ROI Calculator for Side Hustles
Enter your investment, revenue, and costs to calculate ROI percentage, payback period, and break-even month. Includes month-by-month profit chart.
What Counts as Initial Investment
The initial investment field captures every upfront cost before you earn your first pound or dollar. For a service side hustle (freelance writing, tutoring, consulting), this is usually low: website setup, legal registration, any tools or software bought before launch. For product businesses, include inventory, equipment, packaging design, and any pre-sale advertising. If you already owned equipment, use its opportunity cost — what you could sell it for today.
Monthly Revenue vs Monthly Costs
Enter steady-state revenue — what the business brings in during a normal operating month, not your best month. Monthly costs include direct costs (materials, transaction fees, fulfilment) and the time cost of running it. Many people forget to value their own time in the cost column. If you spend 10 hours a week on a side hustle, that is 40 hours a month. At your opportunity cost rate, that labour has a real value. Include it to get an honest ROI number.
How to Read Break-Even Month
Break-even is when cumulative profit crosses zero — when total earnings from the business equal total costs including the initial investment. Before break-even, you are still paying back startup costs. After break-even, every net-positive month is real return. A break-even of 6 months on a £500 investment is excellent. A break-even of 36 months means you need to believe in 3 years of continued growth before the investment pays off.
ROI Alone Can Mislead
A 500% ROI sounds impressive, but if it took 4 years to earn and required 20 hours a week, it may have underperformed a part-time job. Always read ROI alongside the break-even month and the absolute net profit number. A shorter payback period is often more valuable than a higher ROI percentage, because it frees capital and time to reinvest elsewhere sooner.
Projecting Multiple Scenarios
Run the calculator three times: pessimistic (20 percent below expected revenue), base case, and optimistic (20 percent above). Compare the break-even months. If even the pessimistic case breaks even within a timeline you can commit to, the investment is likely sound. If the optimistic case barely breaks even, reconsider whether the upfront investment is justified.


▶ _What is required_
Make an exact copy of the whole listing, but leave its pictures out.
►
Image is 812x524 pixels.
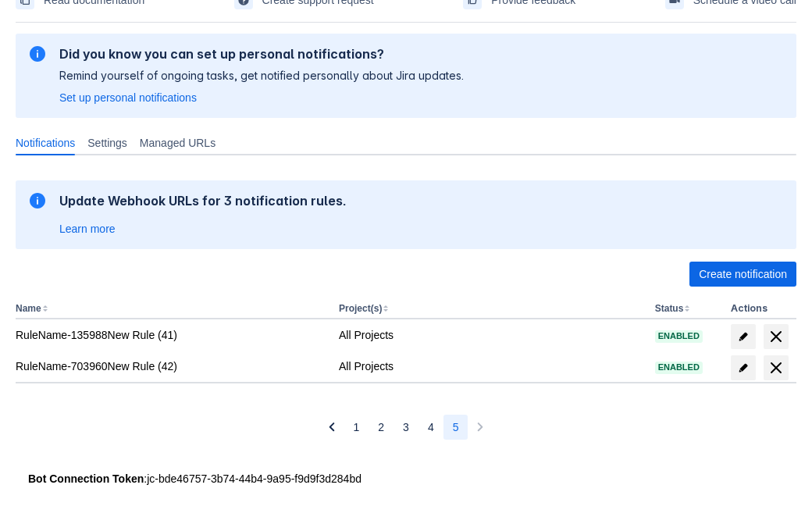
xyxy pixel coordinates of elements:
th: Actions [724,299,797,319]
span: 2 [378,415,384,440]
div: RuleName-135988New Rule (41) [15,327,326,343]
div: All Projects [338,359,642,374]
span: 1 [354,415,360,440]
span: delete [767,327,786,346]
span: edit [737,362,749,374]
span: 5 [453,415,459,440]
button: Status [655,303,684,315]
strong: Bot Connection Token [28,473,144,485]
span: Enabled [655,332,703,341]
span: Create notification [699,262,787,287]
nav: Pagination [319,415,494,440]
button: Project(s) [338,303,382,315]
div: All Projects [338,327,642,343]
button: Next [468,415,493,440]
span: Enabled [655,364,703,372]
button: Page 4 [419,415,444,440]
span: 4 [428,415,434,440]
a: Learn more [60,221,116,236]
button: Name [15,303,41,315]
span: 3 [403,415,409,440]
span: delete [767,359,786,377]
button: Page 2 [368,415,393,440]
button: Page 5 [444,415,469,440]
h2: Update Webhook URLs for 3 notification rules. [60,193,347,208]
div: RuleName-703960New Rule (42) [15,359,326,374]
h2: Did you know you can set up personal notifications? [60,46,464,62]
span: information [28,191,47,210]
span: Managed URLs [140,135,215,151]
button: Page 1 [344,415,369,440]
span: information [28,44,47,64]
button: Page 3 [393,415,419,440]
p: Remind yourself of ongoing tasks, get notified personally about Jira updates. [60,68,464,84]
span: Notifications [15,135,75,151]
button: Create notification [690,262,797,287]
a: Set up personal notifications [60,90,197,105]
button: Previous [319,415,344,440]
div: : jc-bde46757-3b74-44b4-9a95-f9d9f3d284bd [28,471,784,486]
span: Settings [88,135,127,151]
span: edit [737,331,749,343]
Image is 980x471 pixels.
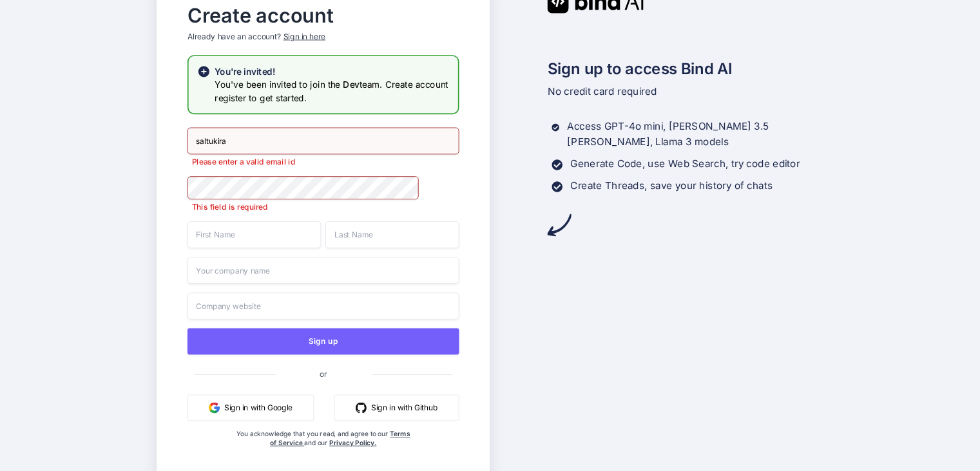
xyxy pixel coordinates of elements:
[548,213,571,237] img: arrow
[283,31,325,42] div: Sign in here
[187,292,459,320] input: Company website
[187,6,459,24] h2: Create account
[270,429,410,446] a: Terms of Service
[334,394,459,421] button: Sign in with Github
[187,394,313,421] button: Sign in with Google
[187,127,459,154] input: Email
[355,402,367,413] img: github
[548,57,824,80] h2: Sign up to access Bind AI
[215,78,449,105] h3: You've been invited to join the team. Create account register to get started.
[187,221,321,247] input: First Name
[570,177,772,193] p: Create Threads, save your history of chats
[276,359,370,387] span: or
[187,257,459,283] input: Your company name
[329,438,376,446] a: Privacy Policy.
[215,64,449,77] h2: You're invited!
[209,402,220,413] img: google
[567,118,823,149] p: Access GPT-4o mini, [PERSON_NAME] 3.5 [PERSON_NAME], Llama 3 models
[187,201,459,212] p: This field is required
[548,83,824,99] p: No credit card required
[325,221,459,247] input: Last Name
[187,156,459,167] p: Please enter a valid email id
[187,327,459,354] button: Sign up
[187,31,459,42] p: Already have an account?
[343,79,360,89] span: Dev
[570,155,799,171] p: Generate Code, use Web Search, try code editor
◄
▶ _Expected answer_
Image is 812x524 pixels.
xyxy pixel coordinates of elements:
th: Actions [724,299,797,319]
span: 2 [378,415,384,440]
div: RuleName-135988New Rule (41) [15,327,326,343]
div: All Projects [338,359,642,374]
span: 1 [354,415,360,440]
span: delete [767,327,786,346]
span: edit [737,362,749,374]
span: 5 [453,415,459,440]
button: Status [655,303,684,315]
strong: Bot Connection Token [28,473,144,485]
span: Enabled [655,332,703,341]
span: Create notification [699,262,787,287]
nav: Pagination [319,415,494,440]
button: Project(s) [338,303,382,315]
div: All Projects [338,327,642,343]
button: Next [468,415,493,440]
span: Enabled [655,364,703,372]
button: Page 4 [419,415,444,440]
span: 4 [428,415,434,440]
a: Learn more [60,221,116,236]
button: Name [15,303,41,315]
span: 3 [403,415,409,440]
span: delete [767,359,786,377]
button: Page 2 [368,415,393,440]
button: Page 5 [444,415,469,440]
h2: Update Webhook URLs for 3 notification rules. [60,193,347,208]
div: RuleName-703960New Rule (42) [15,359,326,374]
h2: Did you know you can set up personal notifications? [60,46,464,62]
span: information [28,191,47,210]
span: Managed URLs [140,135,215,151]
button: Page 1 [344,415,369,440]
span: information [28,44,47,64]
button: Page 3 [393,415,419,440]
p: Remind yourself of ongoing tasks, get notified personally about Jira updates. [60,68,464,84]
span: Notifications [15,135,75,151]
button: Create notification [690,262,797,287]
a: Set up personal notifications [60,90,197,105]
button: Previous [319,415,344,440]
div: : jc-bde46757-3b74-44b4-9a95-f9d9f3d284bd [28,471,784,486]
span: Settings [88,135,127,151]
span: edit [737,331,749,343]
Image is 980x471 pixels.
xyxy pixel coordinates of elements:
[548,213,571,237] img: arrow
[283,31,325,42] div: Sign in here
[187,292,459,320] input: Company website
[187,6,459,24] h2: Create account
[270,429,410,446] a: Terms of Service
[334,394,459,421] button: Sign in with Github
[187,394,313,421] button: Sign in with Google
[187,127,459,154] input: Email
[355,402,367,413] img: github
[548,57,824,80] h2: Sign up to access Bind AI
[215,78,449,105] h3: You've been invited to join the team. Create account register to get started.
[187,221,321,247] input: First Name
[570,177,772,193] p: Create Threads, save your history of chats
[276,359,370,387] span: or
[187,257,459,283] input: Your company name
[329,438,376,446] a: Privacy Policy.
[215,64,449,77] h2: You're invited!
[209,402,220,413] img: google
[567,118,823,149] p: Access GPT-4o mini, [PERSON_NAME] 3.5 [PERSON_NAME], Llama 3 models
[187,201,459,212] p: This field is required
[548,83,824,99] p: No credit card required
[325,221,459,247] input: Last Name
[187,156,459,167] p: Please enter a valid email id
[187,327,459,354] button: Sign up
[187,31,459,42] p: Already have an account?
[343,79,360,89] span: Dev
[570,155,799,171] p: Generate Code, use Web Search, try code editor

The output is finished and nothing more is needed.